Dell's latest 8-inch Android tablet is a statement product. Hey world, it says: remember that company that made crappy laptops you hated seven years ago? Well, it can make great things now. Beautiful things. Thinner-than-the-iPad things. Things that redefine what a tablet is for, that add something to your life other than just another screen.
This tablet, the Venue 8 7000, is designed to make an impression, to wow you the minute you take it out of the box. Then, with its fancy new Intel processor, its unique accessories, and its three-camera array that can see the world in strange new ways, it's supposed to blow you away with what it can do.
Well, Dell nailed at least one thing: it's beautiful. Big, clunky name; thin, sleek device. At 6mm, it's impossibly thin, even thinner than the iPhone 6. And at just over a half of a pound, there's a distinct feeling to the Venue 8 7000 that you're just holding a screen in your hand. It's even more impressive that the tablet feels sturdy despite such waif measurements; the sharp edges and rounded corners of the aluminum body are strong. Even when powered off, the gray and black rectangle looks good just sitting on your desk.
That screen-in-your-hand feeling only becomes more pronounced when you turn the thing on. The Venue's 8.4-inch, 2560 x 1600 OLED display is crisp, clear, and bright, even if it does have that Alice in Wonderland oversaturated look to it. Even more impressive than the ridiculous resolution or eye-popping vibrancy is that there are basically no bezels around the screen. Big bezels usually make a screen feel smaller and more cramped, but these slim ones make everything feel more immediate. It's gorgeous, even if I would prefer something with a little less pop and a little more color accuracy.
One of the four bezels sticks out, though. And I mean that literally; this thing has a chin like Jay Leno. Makes sense—you have to put all the camera parts and wireless radios somewhere—but Dell made some serious sacrifices in the name of tiny bezels. It's not just the ugly asymmetry, either: since everything is crammed into that one strip, you're almost always covering either the front-facing camera lens or the impressive front-facing speaker when you hold the device. The screen rotates to any orientation, so you can theoretically hold it however you want, but you basically have to grip that side, since everything else is just screen. In portrait mode, you can just dig it into your right palm and it mostly works, but it's still awkward.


**Work order:** Copy each line of the records that includes "collision".

### Recorded data

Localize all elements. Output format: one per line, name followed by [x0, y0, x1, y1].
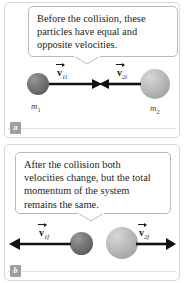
label-v2f: v2f	[139, 227, 149, 240]
v1f-subscript: 1f	[44, 233, 49, 240]
panel-badge-b: b	[10, 265, 21, 277]
label-m1: m1	[31, 101, 41, 113]
particle-m2-before	[140, 69, 170, 99]
baseline-rule-after	[8, 271, 176, 272]
m2-subscript: 2	[157, 108, 160, 115]
m1-subscript: 1	[38, 106, 41, 113]
callout-tail-after-icon	[78, 213, 104, 222]
v2i-subscript: 2i	[122, 73, 127, 80]
v1i-symbol: v	[57, 67, 62, 78]
v2f-subscript: 2f	[144, 233, 149, 240]
v1i-subscript: 1i	[62, 73, 67, 80]
label-v2i: v2i	[117, 67, 127, 80]
label-v1f: v1f	[39, 227, 49, 240]
v1f-symbol: v	[39, 227, 44, 238]
particle-m1-after	[70, 232, 93, 255]
label-v1i: v1i	[57, 67, 67, 80]
panel-badge-a: a	[10, 122, 21, 134]
callout-after-collision: After the collision both velocities chan…	[15, 152, 171, 214]
particle-m1-before	[27, 73, 49, 95]
callout-tail-before-icon	[74, 56, 100, 65]
v2f-symbol: v	[139, 227, 144, 238]
callout-before-collision: Before the collision, these particles ha…	[28, 6, 178, 57]
particle-m2-after	[106, 227, 138, 259]
collision-momentum-figure: Before the collision, these particles ha…	[0, 0, 184, 283]
callout-after-text: After the collision both velocities chan…	[24, 158, 163, 211]
v2i-symbol: v	[117, 67, 122, 78]
callout-before-text: Before the collision, these particles ha…	[37, 12, 170, 52]
baseline-rule-before	[8, 128, 176, 129]
label-m2: m2	[150, 103, 160, 115]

######

**Answer to this problem:**
callout-after-collision: After the collision both velocities chan…	[15, 152, 171, 214]
callout-before-collision: Before the collision, these particles ha…	[28, 6, 178, 57]
collision-momentum-figure: Before the collision, these particles ha…	[0, 0, 184, 283]
callout-after-text: After the collision both velocities chan…	[24, 158, 163, 211]
callout-before-text: Before the collision, these particles ha…	[37, 12, 170, 52]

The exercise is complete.